Sage Lewis – Mars Analogues

Coming soon in 2019

 

Sage Lewis’ book Mars Analogues was inspired in part by her experience exploring the desert in Qatar. She recalled this landscape, a year after inhabiting it, while viewing photographs from Mars made by NASA rovers. The book includes photographs the artist made while in Qatar, photographs she made of the book Postcards from Mars by Jim Bell, both sequenced with her photographs of abstract watercolor paintings made by the artists’ mother.

From the artist:

NASA/JPL/Cornell images taken by Mars Exploration Rovers between 2004-6 and published in the book Postcards from Mars by Jim Bell (Dutton/Penguin 2006) have served as the departure point for my multi-layered color laser toner prints. Other prints incorporate excerpts of watercolor paintings made by my mother Rose Loving in the 1980s and 1990s on Arches cold press paper. Sections of her paintings are used throughout the book. Black and white photographs were taken by me in Qatar in 2015. The geology specimens are photographs I made in 2016 using lantern slides from the collection of the Visual Studies Workshop in Rochester, NY. The glass slides were projected onto a backdrop of watercolor paintings and theater gels were used to create color effects in the room while I photographed the projection.

Earlier this year, I was browsing used books in Vermont when I came across a large coffee-table style book of landscape photographs that looked familiar to me. As I flipped through the pages showing vast expanses of rocky ground, details of geologic formations, and wave patterns in the soil, I had the distinct sense of having experienced this landscape first-hand.

The book was called Postcards from Mars and the images therein were taken on Mars by NASA’s rovers, Spirit and Opportunity. Gazing at these images, I felt almost nostalgic as I identified tire tracks imprinted on the bare land. I recognized outcroppings and rims of crater-like depressions where I had spent time photographing. A year earlier I had been living in Qatar and exploring the desert in a remote area in the west of the country called Zekreet.

There are numerous places on earth where the landscape can make you feel as though you are on another planet. NASA has used deserts in California and Mexico to simulate the experience of Mars and these places are referred to as Mars analogues.

Analogue has a different meaning when we think about how photographic images are produced. Images from NASA’s rovers, landers, orbiters, the Hubble Space Telescope, or the ESA’s Rosetta mission for example, are all beamed to earth as data, which is then translated by humans to make a picture. In earlier decades, image data from the moon was printed in segments and physically pieced together by scientists to compose a whole. Now image data sets are assembled like a mosaic and layered in “screen space” to create composite images, a kind of digital collage. False color helps to delineate the layers and create a sense of depth or identify minerals. In the case of the Mars rovers, segments within a single image were captured hours or even days apart, under different conditions of light and dust. The notion of a photograph as a record of a moment in time becomes complicated if we consider the difference between earth time and Martian time, and the time it takes for each set of data to reach earth.

This evidence of time becomes compressed—or maybe even erased—in the effort to make the whole image appear correct and relatively seamless. There is a desire to make sense of the disconnected parts. Countless aesthetic decisions and edits are made before these views reach a wider audience. It is essential to remember the presence of human touch in the process of constructing these translations from remote lenses, because the image is also an object with a layered history.

Jim Bell is the astronomer for the Mars rovers PanCam which took many of the images that are reproduced in Bell’s book Postcards from Mars. In orchestrating the rover’s images, the work his team has done is representative of how we might attempt to know a place that is completely foreign. That is, inch by inch, looking intently at the ground in front of us, and piecing it together across time and space.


Aim of the task — Please set down only the lines between the line containing "Give me the" and the end of the records, inclusive, exactly as they stand.

START Exercise inputs

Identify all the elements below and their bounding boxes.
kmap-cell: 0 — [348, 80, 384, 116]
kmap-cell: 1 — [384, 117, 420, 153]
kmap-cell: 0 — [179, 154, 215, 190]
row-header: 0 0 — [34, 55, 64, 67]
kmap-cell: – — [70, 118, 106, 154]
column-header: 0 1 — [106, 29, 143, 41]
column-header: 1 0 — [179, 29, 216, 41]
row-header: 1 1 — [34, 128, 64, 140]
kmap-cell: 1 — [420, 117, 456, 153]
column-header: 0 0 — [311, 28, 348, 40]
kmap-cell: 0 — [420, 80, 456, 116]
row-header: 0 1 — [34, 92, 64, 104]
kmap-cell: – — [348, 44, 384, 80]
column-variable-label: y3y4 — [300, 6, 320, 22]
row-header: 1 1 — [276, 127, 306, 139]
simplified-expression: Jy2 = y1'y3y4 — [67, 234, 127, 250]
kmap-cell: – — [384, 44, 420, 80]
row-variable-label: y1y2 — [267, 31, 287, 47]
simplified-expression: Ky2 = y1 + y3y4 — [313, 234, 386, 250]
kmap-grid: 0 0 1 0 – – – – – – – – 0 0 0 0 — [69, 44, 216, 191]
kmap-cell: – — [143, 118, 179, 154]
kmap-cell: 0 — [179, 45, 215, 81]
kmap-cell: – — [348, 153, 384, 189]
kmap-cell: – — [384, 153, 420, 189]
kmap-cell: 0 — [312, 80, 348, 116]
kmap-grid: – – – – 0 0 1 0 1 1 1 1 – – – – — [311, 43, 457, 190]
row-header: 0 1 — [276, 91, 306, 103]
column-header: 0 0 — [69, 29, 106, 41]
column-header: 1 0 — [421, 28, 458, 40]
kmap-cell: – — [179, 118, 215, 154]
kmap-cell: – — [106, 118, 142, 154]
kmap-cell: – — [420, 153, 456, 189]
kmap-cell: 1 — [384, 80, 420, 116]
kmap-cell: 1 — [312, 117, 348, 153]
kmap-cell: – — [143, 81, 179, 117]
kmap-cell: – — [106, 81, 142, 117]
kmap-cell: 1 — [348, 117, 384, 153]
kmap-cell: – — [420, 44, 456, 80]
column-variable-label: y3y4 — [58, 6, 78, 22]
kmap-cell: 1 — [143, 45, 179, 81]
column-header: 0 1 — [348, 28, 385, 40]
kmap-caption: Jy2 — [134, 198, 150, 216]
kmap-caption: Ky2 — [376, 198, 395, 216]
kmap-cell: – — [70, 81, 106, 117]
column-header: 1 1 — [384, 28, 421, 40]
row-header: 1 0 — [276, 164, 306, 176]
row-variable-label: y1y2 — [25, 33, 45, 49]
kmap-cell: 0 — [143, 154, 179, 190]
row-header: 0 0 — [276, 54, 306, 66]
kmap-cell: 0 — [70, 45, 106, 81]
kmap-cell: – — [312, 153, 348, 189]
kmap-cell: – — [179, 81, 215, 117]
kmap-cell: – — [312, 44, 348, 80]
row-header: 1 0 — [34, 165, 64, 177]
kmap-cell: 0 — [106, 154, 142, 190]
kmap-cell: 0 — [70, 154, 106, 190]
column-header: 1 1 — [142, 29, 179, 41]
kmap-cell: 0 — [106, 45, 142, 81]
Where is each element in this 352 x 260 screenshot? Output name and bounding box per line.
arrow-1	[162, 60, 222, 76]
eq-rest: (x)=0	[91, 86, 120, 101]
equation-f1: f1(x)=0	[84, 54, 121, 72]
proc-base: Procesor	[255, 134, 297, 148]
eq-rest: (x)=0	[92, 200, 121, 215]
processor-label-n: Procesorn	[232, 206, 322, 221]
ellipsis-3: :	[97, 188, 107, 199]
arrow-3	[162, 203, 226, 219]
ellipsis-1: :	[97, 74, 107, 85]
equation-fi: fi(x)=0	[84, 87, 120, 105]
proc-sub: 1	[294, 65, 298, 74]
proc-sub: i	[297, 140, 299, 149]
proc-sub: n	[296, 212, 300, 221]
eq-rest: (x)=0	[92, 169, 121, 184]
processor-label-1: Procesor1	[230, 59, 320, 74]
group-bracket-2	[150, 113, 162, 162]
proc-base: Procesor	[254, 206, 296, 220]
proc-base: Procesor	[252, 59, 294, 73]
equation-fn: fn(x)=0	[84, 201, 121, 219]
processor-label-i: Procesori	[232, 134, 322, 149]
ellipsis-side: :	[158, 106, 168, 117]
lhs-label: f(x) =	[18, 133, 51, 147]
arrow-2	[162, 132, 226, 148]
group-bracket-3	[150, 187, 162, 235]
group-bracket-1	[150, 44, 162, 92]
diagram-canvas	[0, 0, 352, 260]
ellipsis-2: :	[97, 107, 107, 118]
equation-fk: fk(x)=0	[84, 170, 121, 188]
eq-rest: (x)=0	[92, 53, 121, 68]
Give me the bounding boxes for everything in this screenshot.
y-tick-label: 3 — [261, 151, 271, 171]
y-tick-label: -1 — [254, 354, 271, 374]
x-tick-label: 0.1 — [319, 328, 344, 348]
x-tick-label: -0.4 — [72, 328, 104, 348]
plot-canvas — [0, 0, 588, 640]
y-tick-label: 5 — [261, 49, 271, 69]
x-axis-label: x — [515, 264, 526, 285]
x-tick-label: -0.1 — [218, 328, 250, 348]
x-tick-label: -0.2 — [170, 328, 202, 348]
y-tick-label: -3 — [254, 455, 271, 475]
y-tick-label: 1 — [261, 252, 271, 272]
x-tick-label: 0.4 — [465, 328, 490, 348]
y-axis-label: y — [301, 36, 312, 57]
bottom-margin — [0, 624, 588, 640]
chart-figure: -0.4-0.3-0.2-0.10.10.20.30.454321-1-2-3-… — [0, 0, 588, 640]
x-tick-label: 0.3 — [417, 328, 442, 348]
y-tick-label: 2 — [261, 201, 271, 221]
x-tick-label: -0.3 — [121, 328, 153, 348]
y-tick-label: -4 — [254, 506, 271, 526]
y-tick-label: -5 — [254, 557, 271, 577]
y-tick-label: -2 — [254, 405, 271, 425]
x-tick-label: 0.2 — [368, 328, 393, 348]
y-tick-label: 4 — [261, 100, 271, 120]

END Exercise inputs

Solution for this problem —
Give me the bounding boxes for everything in this screenshot.
y-tick-label: 3 — [261, 151, 271, 171]
y-tick-label: -1 — [254, 354, 271, 374]
x-tick-label: 0.1 — [319, 328, 344, 348]
x-tick-label: -0.4 — [72, 328, 104, 348]
plot-canvas — [0, 0, 588, 640]
y-tick-label: 5 — [261, 49, 271, 69]
x-axis-label: x — [515, 264, 526, 285]
x-tick-label: -0.1 — [218, 328, 250, 348]
x-tick-label: -0.2 — [170, 328, 202, 348]
y-tick-label: -3 — [254, 455, 271, 475]
y-tick-label: 1 — [261, 252, 271, 272]
x-tick-label: 0.4 — [465, 328, 490, 348]
y-axis-label: y — [301, 36, 312, 57]
bottom-margin — [0, 624, 588, 640]
chart-figure: -0.4-0.3-0.2-0.10.10.20.30.454321-1-2-3-… — [0, 0, 588, 640]
x-tick-label: 0.3 — [417, 328, 442, 348]
y-tick-label: 2 — [261, 201, 271, 221]
x-tick-label: -0.3 — [121, 328, 153, 348]
y-tick-label: -4 — [254, 506, 271, 526]
y-tick-label: -5 — [254, 557, 271, 577]
y-tick-label: -2 — [254, 405, 271, 425]
x-tick-label: 0.2 — [368, 328, 393, 348]
y-tick-label: 4 — [261, 100, 271, 120]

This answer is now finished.